## RECORD EXTRACTS
========================
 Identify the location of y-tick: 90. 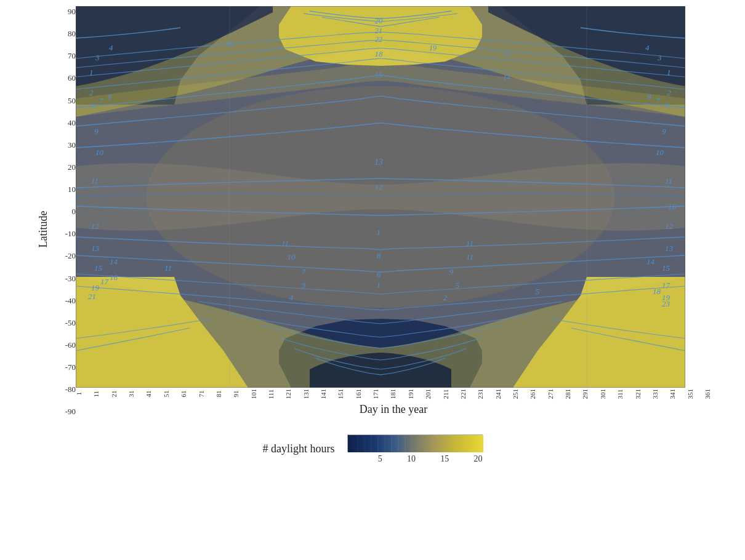
(71, 11).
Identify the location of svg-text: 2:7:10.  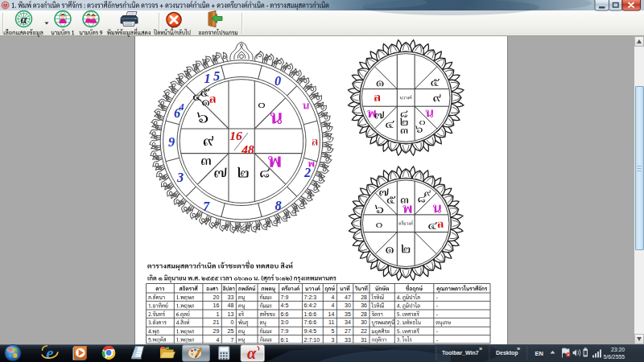
(312, 339).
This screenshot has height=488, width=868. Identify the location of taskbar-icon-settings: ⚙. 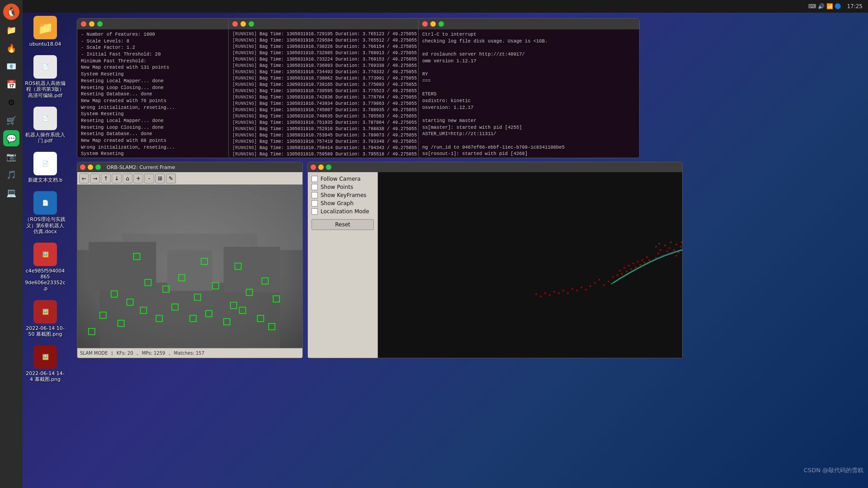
========================
## WHAT YOU HAVE TO DO
The answer must be the listing above, restated word for word, with no images in it.

## EXPECTED ANSWER
 Identify the location of y-tick: 90. 
(71, 11).
Identify the location of svg-text: 2:7:10.  
(312, 339).
This screenshot has height=488, width=868. Identify the location of taskbar-icon-settings: ⚙. 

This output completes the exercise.